Top 5 Power BI UX Gaps

Power BI has made tremendous strides in features solidifying its position as a BI leader and increasing the feature distance over the competition (see latest Gartner report here). And rightfully so, considering that it’s much more than a visualization tool. However, you might find its advanced presentation capabilities still lagging. During a current BI assessment for a large mortgage company, the executive sponsor who have used before Tableau and Qlik told me that “some features that could be done in Qlik or Tableau in 10 minutes could take days with Power BI”. So much about “five seconds to sign up, five minutes to wow!” It’s hard to vow an audience that has seen better …

Here are the top 5 Power BI UX gaps to watch for especially if you’re migrating to Power BI from these two tools:

  1. No dynamic binding – A long time ago, Microsoft promised that most of the Power BI properties would be expression-driven.
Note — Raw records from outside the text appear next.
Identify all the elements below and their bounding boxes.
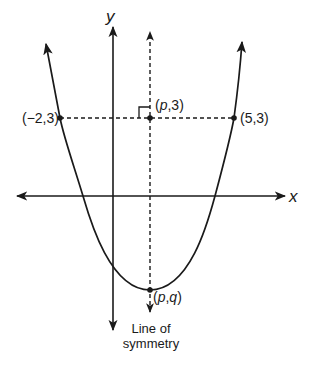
parabola-left-branch <box>46 44 150 290</box>
y-axis-label: y <box>105 7 116 26</box>
label-top-rest: ,3) <box>167 97 183 113</box>
parabola-right-branch <box>150 42 242 290</box>
label-vertex-var1: p <box>157 289 166 305</box>
label-top-var: p <box>159 97 168 113</box>
x-axis-label: x <box>288 187 298 206</box>
symmetry-label-line1: Line of <box>131 321 170 336</box>
label-top-point: (p,3) <box>155 97 184 113</box>
label-right-point: (5,3) <box>240 110 269 126</box>
label-vertex-close: ) <box>177 289 182 305</box>
label-vertex: (p,q) <box>153 289 182 305</box>
symmetry-label-line2: symmetry <box>123 336 180 351</box>
point-right <box>231 115 237 121</box>
label-left-point: (−2,3) <box>22 110 59 126</box>
point-top <box>147 115 153 121</box>
label-vertex-var2: q <box>169 289 177 305</box>
point-vertex <box>147 287 153 293</box>
parabola-diagram: x y (−2,3) (p,3) (5,3) (p,q) Line of sym… <box>0 0 310 367</box>
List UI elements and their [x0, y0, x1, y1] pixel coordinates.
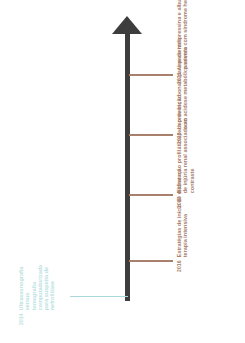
event-label-2016: Estratégias de início de diálise na tera… [176, 157, 189, 257]
event-year-2014: 2014 [18, 313, 24, 325]
event-label-2014: Ultrassonografia versus tomografia compu… [18, 263, 56, 310]
connector-line-2021 [129, 74, 173, 76]
connector-line-2016 [129, 260, 173, 262]
timeline-figure: 2021 Uso de terlipressina e albumina no … [0, 0, 245, 343]
connector-line-2018 [129, 134, 173, 136]
event-year-2016: 2016 [176, 260, 182, 272]
connector-line-2014 [70, 296, 128, 297]
timeline-event-2014[interactable]: 2014 Ultrassonografia versus tomografia … [18, 263, 56, 325]
timeline-event-2016[interactable]: 2016 Estratégias de início de diálise na… [176, 157, 189, 272]
connector-line-2017 [129, 194, 173, 196]
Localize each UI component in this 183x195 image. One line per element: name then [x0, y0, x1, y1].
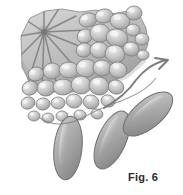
cell-body: [42, 113, 54, 123]
radial-focal-halo: [38, 26, 51, 39]
cell-body: [135, 33, 149, 45]
cell-body: [137, 50, 149, 60]
cell-28: [51, 97, 65, 109]
cell-highlight: [137, 35, 142, 39]
cell-highlight: [128, 26, 133, 30]
cell-8: [135, 33, 149, 45]
cell-body: [19, 95, 36, 111]
cell-30: [82, 93, 101, 110]
cell-body: [82, 93, 101, 110]
cell-highlight: [53, 99, 58, 103]
figure-container: Fig. 6: [0, 0, 183, 195]
cell-27: [35, 97, 50, 110]
appendage-body: [51, 115, 86, 182]
cell-13: [137, 50, 149, 60]
cell-body: [126, 6, 142, 20]
cell-body: [53, 79, 73, 95]
cell-32: [28, 111, 40, 121]
cell-highlight: [44, 114, 49, 117]
cell-body: [28, 111, 40, 121]
cell-body: [65, 93, 82, 109]
figure-illustration: [0, 0, 183, 195]
cell-body: [90, 108, 104, 120]
cell-highlight: [139, 51, 144, 54]
figure-caption: Fig. 6: [112, 171, 174, 184]
cell-highlight: [58, 112, 63, 115]
cell-3: [126, 6, 142, 20]
cell-29: [65, 93, 82, 109]
cell-body: [35, 97, 50, 110]
cell-22: [53, 79, 73, 95]
cell-26: [19, 95, 36, 111]
cell-33: [42, 113, 54, 123]
appendage-left: [51, 115, 86, 182]
cell-highlight: [128, 8, 134, 13]
cell-body: [51, 97, 65, 109]
cell-highlight: [30, 112, 35, 115]
cell-36: [90, 108, 104, 120]
cell-highlight: [56, 81, 64, 86]
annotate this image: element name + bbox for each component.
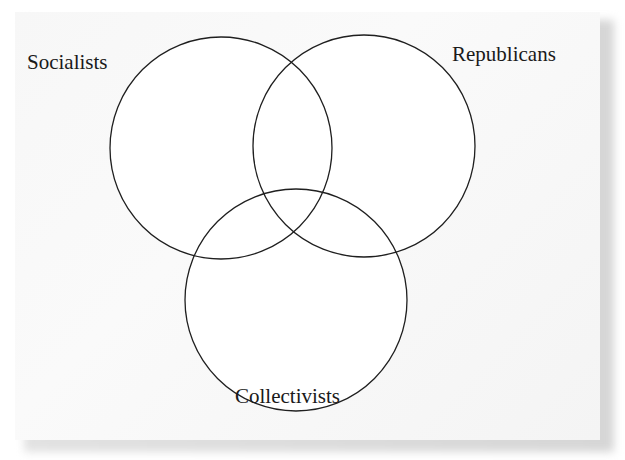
label-republicans: Republicans [452, 44, 556, 65]
label-socialists: Socialists [27, 52, 108, 73]
circle-collectivists-fill [185, 189, 407, 411]
label-collectivists: Collectivists [235, 386, 340, 407]
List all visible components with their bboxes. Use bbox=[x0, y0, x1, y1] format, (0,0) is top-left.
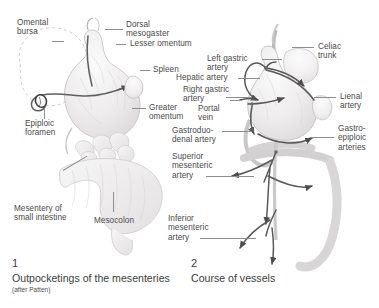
leader-gastroduodenal-artery bbox=[222, 131, 252, 132]
panel2-caption-title: Course of vessels bbox=[191, 272, 275, 284]
label-lienal-artery: Lienal artery bbox=[340, 92, 362, 111]
leader-left-gastric-artery bbox=[262, 59, 282, 60]
label-gastroepiploic-arteries: Gastro- epiploic arteries bbox=[338, 124, 366, 152]
leader-greater-omentum bbox=[132, 108, 146, 109]
label-spleen: Spleen bbox=[153, 65, 179, 74]
label-mesentery-small-intestine: Mesentery of small intestine bbox=[14, 204, 67, 223]
label-portal-vein: Portal vein bbox=[198, 104, 220, 123]
label-lesser-omentum: Lesser omentum bbox=[130, 39, 192, 48]
label-gastroduodenal-artery: Gastroduo- denal artery bbox=[172, 126, 216, 145]
panel1-caption-subtitle: (after Patten) bbox=[12, 286, 50, 293]
leader-epiploic-foramen bbox=[44, 108, 45, 119]
leader-hepatic-artery bbox=[238, 78, 260, 79]
label-epiploic-foramen: Epiploic foramen bbox=[25, 119, 55, 138]
panel1-caption-number: 1 bbox=[12, 257, 18, 269]
spleen-shape bbox=[125, 76, 143, 98]
leader-right-gastric-artery bbox=[226, 97, 252, 98]
leader-superior-mesenteric-artery bbox=[206, 176, 254, 177]
leader-dorsal-mesogaster bbox=[105, 29, 123, 30]
leader-omental-bursa bbox=[52, 41, 64, 42]
label-inferior-mesenteric-artery: Inferior mesenteric artery bbox=[168, 214, 209, 242]
label-mesocolon: Mesocolon bbox=[94, 216, 134, 225]
label-left-gastric-artery: Left gastric artery bbox=[207, 54, 248, 73]
leader-lienal-artery bbox=[314, 97, 336, 98]
transverse-colon bbox=[244, 152, 330, 160]
label-dorsal-mesogaster: Dorsal mesogaster bbox=[126, 20, 169, 39]
panel1-caption-title: Outpocketings of the mesenteries bbox=[12, 272, 170, 284]
anatomy-figure-page: Omental bursa Dorsal mesogaster Lesser o… bbox=[0, 0, 379, 308]
label-superior-mesenteric-artery: Superior mesenteric artery bbox=[172, 152, 213, 180]
label-hepatic-artery: Hepatic artery bbox=[176, 73, 228, 82]
epiploic-foramen-marker bbox=[34, 93, 49, 109]
label-right-gastric-artery: Right gastric artery bbox=[183, 85, 229, 104]
leader-lesser-omentum bbox=[116, 44, 126, 45]
leader-portal-vein bbox=[230, 100, 242, 101]
label-celiac-trunk: Celiac trunk bbox=[318, 42, 341, 61]
panel2-caption-number: 2 bbox=[191, 257, 197, 269]
label-greater-omentum: Greater omentum bbox=[149, 103, 183, 122]
leader-spleen bbox=[140, 70, 150, 71]
leader-mesocolon bbox=[113, 192, 114, 212]
spleen-shape-panel2 bbox=[312, 96, 331, 120]
label-omental-bursa: Omental bursa bbox=[17, 18, 48, 37]
leader-celiac-trunk bbox=[292, 47, 314, 48]
leader-gastroepiploic-arteries bbox=[310, 137, 334, 138]
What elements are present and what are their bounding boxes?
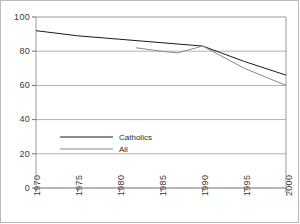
x-tick-marks [36,188,286,192]
line-chart-figure: 100 80 60 40 20 0 1970 1975 1980 1985 19… [0,0,300,224]
series-lines [36,31,286,86]
y-tick-marks [32,17,36,188]
legend-swatches [60,137,113,149]
gridlines [36,51,286,154]
plot-area [0,0,300,224]
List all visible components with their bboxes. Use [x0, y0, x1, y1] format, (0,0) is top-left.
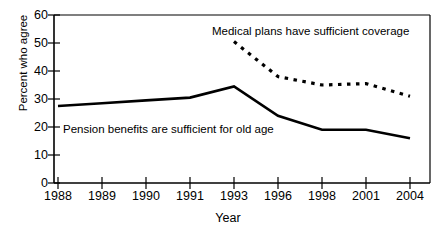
x-tick-label: 1990 [123, 189, 169, 203]
x-tick-label: 1989 [79, 189, 125, 203]
x-tick-label: 1996 [255, 189, 301, 203]
chart-container: Percent who agree 60 50 40 30 20 10 0 [0, 0, 438, 240]
x-tick-label: 1991 [167, 189, 213, 203]
x-tick-label: 2001 [343, 189, 389, 203]
x-tick-label: 1993 [211, 189, 257, 203]
x-axis-title: Year [168, 211, 288, 225]
x-tick-label: 2004 [387, 189, 433, 203]
series-annotation-medical: Medical plans have sufficient coverage [212, 25, 409, 38]
x-tick-label: 1988 [35, 189, 81, 203]
x-tick-label: 1998 [299, 189, 345, 203]
series-annotation-pension: Pension benefits are sufficient for old … [63, 123, 274, 136]
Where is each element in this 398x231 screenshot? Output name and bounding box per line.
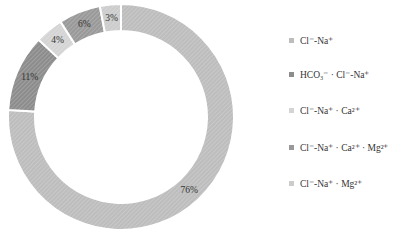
legend-label: Cl⁻-Na⁺ · Ca²⁺	[300, 105, 360, 116]
data-label: 6%	[78, 19, 91, 29]
data-label: 76%	[180, 185, 198, 195]
legend-label: HCO₃⁻ · Cl⁻-Na⁺	[300, 69, 370, 80]
data-label: 11%	[21, 72, 38, 82]
legend-item: Cl⁻-Na⁺	[289, 35, 333, 46]
legend-marker	[289, 72, 294, 77]
legend-item: Cl⁻-Na⁺ · Ca²⁺	[289, 105, 360, 116]
legend-label: Cl⁻-Na⁺ · Mg²⁺	[300, 178, 362, 189]
data-label: 4%	[51, 35, 64, 45]
legend-marker	[289, 181, 294, 186]
legend-label: Cl⁻-Na⁺ · Ca²⁺ · Mg²⁺	[300, 142, 389, 153]
legend-marker	[289, 108, 294, 113]
legend-marker	[289, 145, 294, 150]
legend-label: Cl⁻-Na⁺	[300, 35, 333, 46]
data-label: 3%	[105, 13, 118, 23]
legend-item: Cl⁻-Na⁺ · Ca²⁺ · Mg²⁺	[289, 142, 389, 153]
legend-marker	[289, 38, 294, 43]
legend-item: Cl⁻-Na⁺ · Mg²⁺	[289, 178, 362, 189]
legend-item: HCO₃⁻ · Cl⁻-Na⁺	[289, 69, 370, 80]
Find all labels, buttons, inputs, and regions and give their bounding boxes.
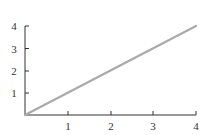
y-tick-label: 2 (11, 65, 17, 77)
y-ticks (25, 26, 29, 93)
x-tick-label: 3 (150, 120, 156, 132)
series-line (25, 26, 196, 115)
x-ticks (68, 111, 196, 115)
line-chart: 4 3 2 1 1 2 3 4 (0, 0, 207, 135)
y-tick-label: 3 (11, 43, 17, 55)
x-tick-label: 4 (193, 120, 199, 132)
y-tick-label: 4 (11, 20, 17, 32)
y-tick-label: 1 (11, 87, 17, 99)
x-tick-label: 2 (108, 120, 114, 132)
x-tick-label: 1 (65, 120, 71, 132)
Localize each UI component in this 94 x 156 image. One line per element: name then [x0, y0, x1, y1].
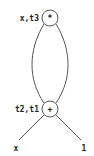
- multiply-operator: *: [48, 14, 53, 23]
- expression-dag: * x,t3 + t2,t1 x 1: [0, 0, 94, 156]
- edge-left-arc: [32, 24, 44, 103]
- leaf-1: 1: [82, 144, 87, 153]
- edge-right-arc: [56, 24, 68, 103]
- plus-operator: +: [48, 105, 53, 114]
- node-top-label: x,t3: [20, 14, 39, 23]
- edge-to-x: [19, 115, 44, 140]
- node-bottom-label: t2,t1: [15, 105, 39, 114]
- leaf-x: x: [14, 144, 19, 153]
- node-top: * x,t3: [20, 10, 58, 26]
- edge-to-1: [56, 115, 81, 140]
- node-bottom: + t2,t1: [15, 101, 58, 117]
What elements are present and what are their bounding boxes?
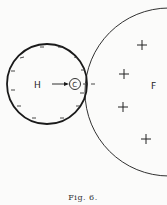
right-circle-f [85, 8, 167, 176]
label-h: H [34, 80, 41, 90]
arrow-icon [52, 82, 69, 86]
label-c: C [72, 81, 77, 89]
figure-caption: Fig. 6. [68, 193, 97, 202]
figure-diagram: H C F Fig. 6. [0, 0, 167, 205]
positive-charges-f [118, 40, 151, 144]
label-f: F [151, 81, 156, 91]
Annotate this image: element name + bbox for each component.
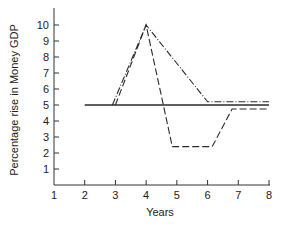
y-tick-label: 10 [37,19,49,31]
y-tick-label: 7 [43,67,49,79]
y-tick-label: 1 [43,163,49,175]
y-tick-label: 6 [43,83,49,95]
series-dashed-line [115,25,269,147]
x-axis-title: Years [146,206,174,218]
y-axis-title: Percentage rise in Money GDP [8,24,20,176]
y-tick-label: 3 [43,131,49,143]
y-tick-label: 5 [43,99,49,111]
x-tick-label: 7 [235,189,241,201]
y-tick-label: 9 [43,35,49,47]
x-tick-label: 1 [51,189,57,201]
line-chart: 12345678910 12345678 Years Percentage ri… [0,0,281,230]
y-axis-ticks: 12345678910 [37,19,59,175]
y-tick-label: 8 [43,51,49,63]
x-tick-label: 6 [205,189,211,201]
y-tick-label: 2 [43,147,49,159]
x-tick-label: 2 [82,189,88,201]
x-tick-label: 3 [112,189,118,201]
y-tick-label: 4 [43,115,49,127]
series-dash-dot-line [112,25,269,105]
axes [54,8,270,185]
x-tick-label: 5 [174,189,180,201]
x-tick-label: 8 [266,189,272,201]
x-tick-label: 4 [143,189,149,201]
data-series [85,25,269,147]
x-axis-ticks: 12345678 [51,180,272,201]
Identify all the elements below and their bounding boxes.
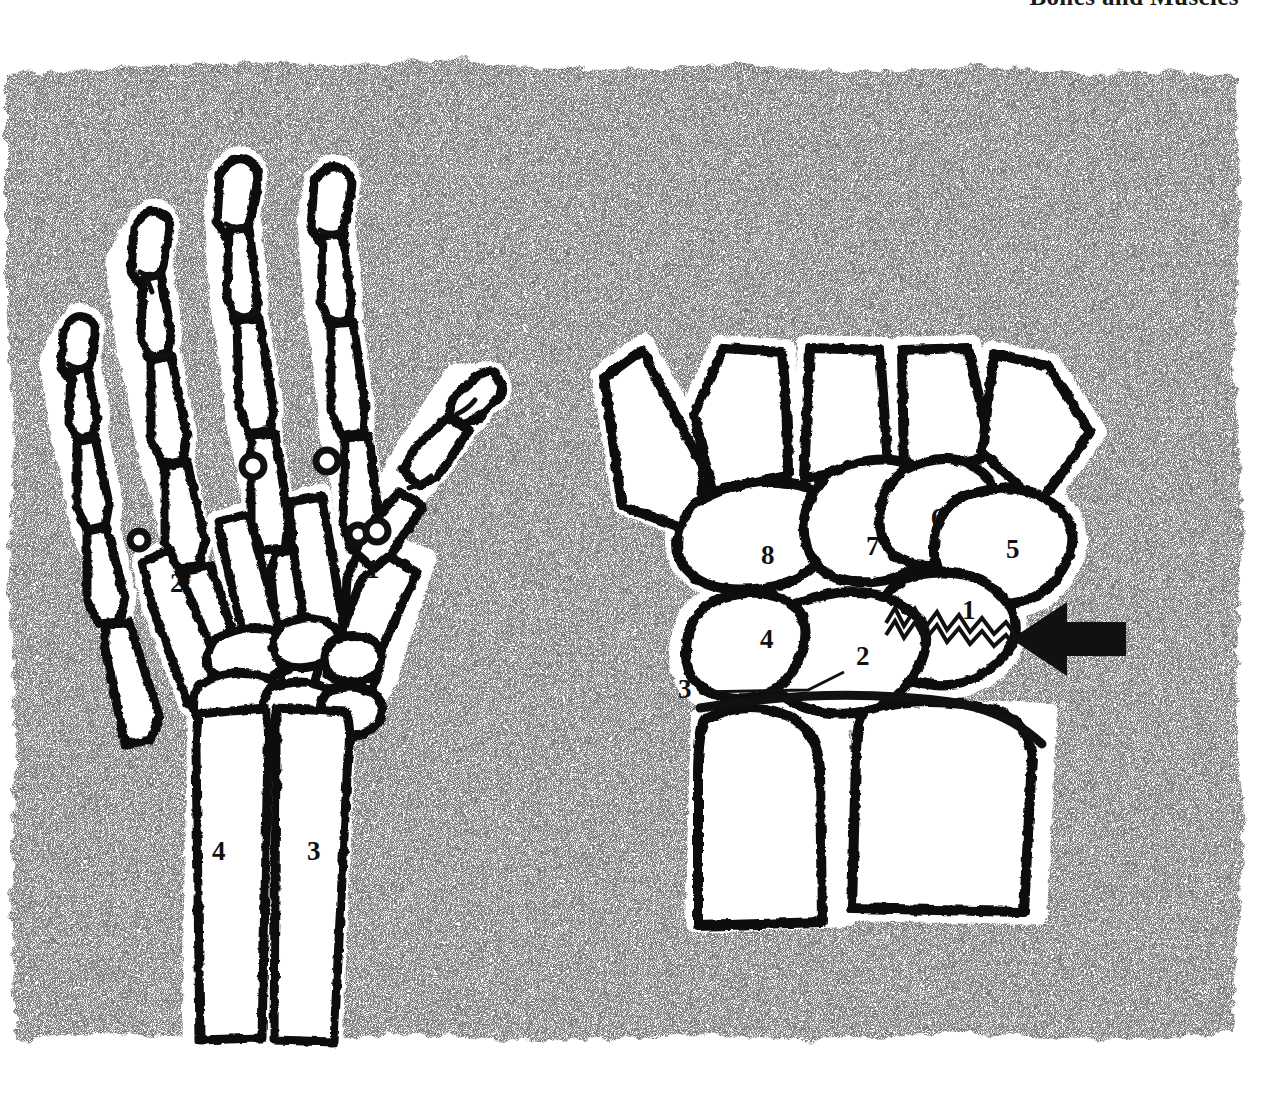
distal-radius bbox=[852, 702, 1032, 912]
label-right-6: 6 bbox=[931, 505, 945, 532]
label-right-5: 5 bbox=[1006, 536, 1020, 563]
carpal-bone-4 bbox=[686, 593, 806, 700]
label-left-3: 3 bbox=[307, 838, 321, 865]
label-right-2: 2 bbox=[856, 643, 870, 670]
label-right-1: 1 bbox=[962, 597, 976, 624]
label-left-2: 2 bbox=[170, 570, 184, 597]
distal-ulna bbox=[698, 708, 822, 926]
label-left-1: 1 bbox=[366, 556, 380, 583]
figure-right-wrist-carpus bbox=[0, 0, 1283, 1095]
page-running-head: Bones and Muscles bbox=[1029, 0, 1239, 11]
label-right-7: 7 bbox=[866, 533, 880, 560]
label-right-3: 3 bbox=[678, 676, 692, 703]
label-right-8: 8 bbox=[761, 542, 775, 569]
label-left-4: 4 bbox=[212, 838, 226, 865]
label-right-4: 4 bbox=[760, 626, 774, 653]
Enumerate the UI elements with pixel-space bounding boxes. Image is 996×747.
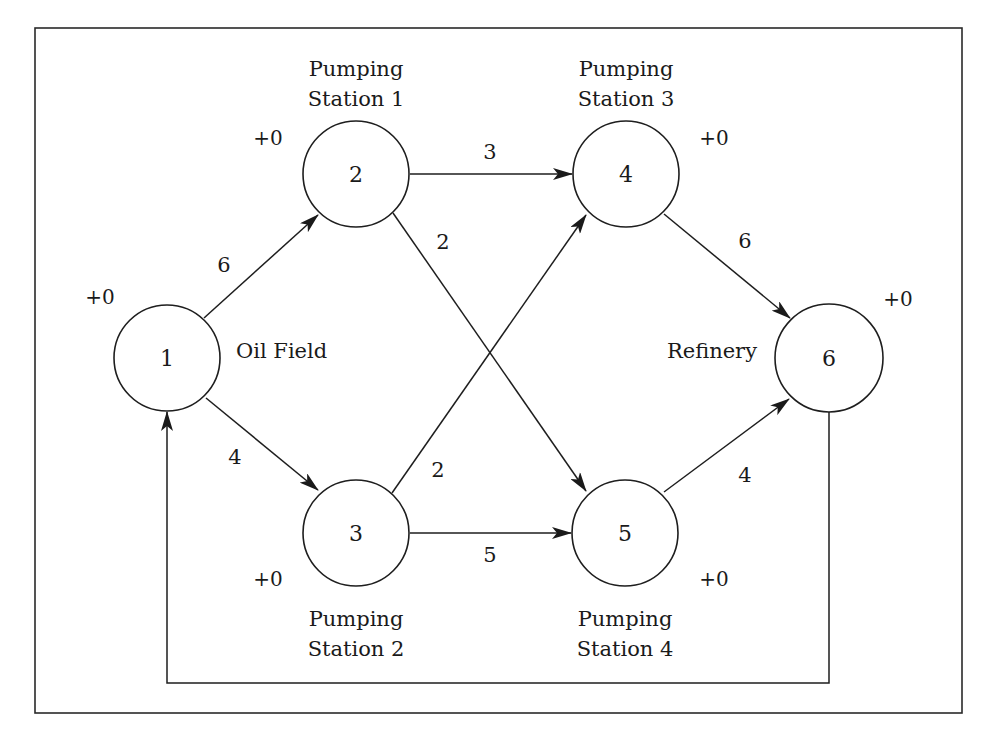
node-2-name-line-1: Pumping [309,57,404,81]
node-5-label: 5 [618,521,632,546]
edge-5-to-6 [664,399,789,492]
node-4-name-line-1: Pumping [579,57,674,81]
node-3-name-line-1: Pumping [309,607,404,631]
node-1-label: 1 [160,346,174,371]
node-2-name-line-2: Station 1 [308,87,405,111]
node-3-label: 3 [349,521,363,546]
node-3-name-line-2: Station 2 [308,637,405,661]
node-6-name: Refinery [667,339,757,363]
node-5-name-line-2: Station 4 [577,637,674,661]
node-2-capacity: +0 [253,126,282,150]
node-4-label: 4 [619,162,633,187]
oil-pipeline-network-diagram: 6 4 3 2 2 5 6 4 1 Oil Field +0 2 Pumping… [0,0,996,747]
edge-4-to-6 [664,214,790,318]
edge-weight-4-6: 6 [738,229,751,253]
node-1: 1 [114,305,220,411]
edge-weight-1-3: 4 [228,445,241,469]
edge-weight-2-5: 2 [436,230,449,254]
node-1-capacity: +0 [85,285,114,309]
node-2: 2 [303,121,409,227]
edge-weight-1-2: 6 [217,253,230,277]
node-4-capacity: +0 [699,126,728,150]
edge-weight-3-5: 5 [483,543,496,567]
edge-6-to-1-return [167,412,829,683]
node-3-capacity: +0 [253,567,282,591]
node-6-label: 6 [822,346,836,371]
node-6-capacity: +0 [883,287,912,311]
node-6: 6 [775,304,883,412]
edge-weight-3-4: 2 [431,458,444,482]
node-4-name-line-2: Station 3 [578,87,675,111]
node-2-label: 2 [349,162,363,187]
node-5-capacity: +0 [699,567,728,591]
edge-1-to-3 [206,398,318,490]
node-1-name: Oil Field [236,339,327,363]
node-4: 4 [573,121,679,227]
edge-weight-5-6: 4 [738,463,751,487]
node-5-name-line-1: Pumping [578,607,673,631]
node-5: 5 [572,480,678,586]
edge-3-to-4 [392,215,586,493]
node-3: 3 [303,480,409,586]
edge-weight-2-4: 3 [483,140,496,164]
Only title captions and conditional formatting currently support expressions. However, it’s not uncommon for dashboards to let the user specify what dimension and measures that want to see in a visual. Dynamics measures are not so difficult to implement with calculation groups (require Tabular Editor as today Power BI Desktop doesn’t have UI for calculation groups). Dynamic dimensions are much more difficult to implement. This gap could be solved elegantly if one day Power BI decides to support expressions for fields used in a visual.
  2. No visual container support – It’s also not uncommon to organize visuals in a tabbed interface to save space. The current kludge is to use bookmarks to show or hide UI elements leading to such as a mess that no one can figure out and that should make Microsoft ashamed. So, a container interface to implement a visual that can host other visuals would allow the community to come up with creative gadgets that should make this easier.
  3. No repeater visual – Want to embed a graph or sparkline that’s repeated for each row in a table? Can’t do today unless you use DAX measure that render HTML or SVG (both approaches require advanced DAX or UI skills). Microsoft should extend the Table and Matrix visuals (BTW, why do we have two visuals?) to allow nesting and repeating other visuals, like SSRS Tablix.
  4. No asymmetric crosstab layouts – Currently, Matrix supports only symmetric layouts where the measure is repeated for each column forcing developers to use black belt techniques, such as the one I describe in my “Implementing Asymmetric Reports in Power BI“. Microsoft should enhance Matrix to support flexible layouts, like the SSRS Tablix control.
  5. No Default members – Almost every dashboard requires defaulting the time period to a current period and automatically preselecting it when the period changes, such as when a new month starts. And of course, the user should be able to switch easily to a past period. A long-term Tabular limitation is that it doesn’t support default members. This limitation and the lack of dynamic binding forces developers to come up with workarounds, the most common being replacing the caption of the current period, e.g. “Current Month”, with the caveat that the user can’t see what the current period is. Tabular default members or expression-based slicer and filter default could help.

As you’ve seen, the prevailing theme of this rant is that I’d like Power BI to add more SSRS-like features, so we don’t look for the exit sign when management asks for more advanced and visually appealing reports.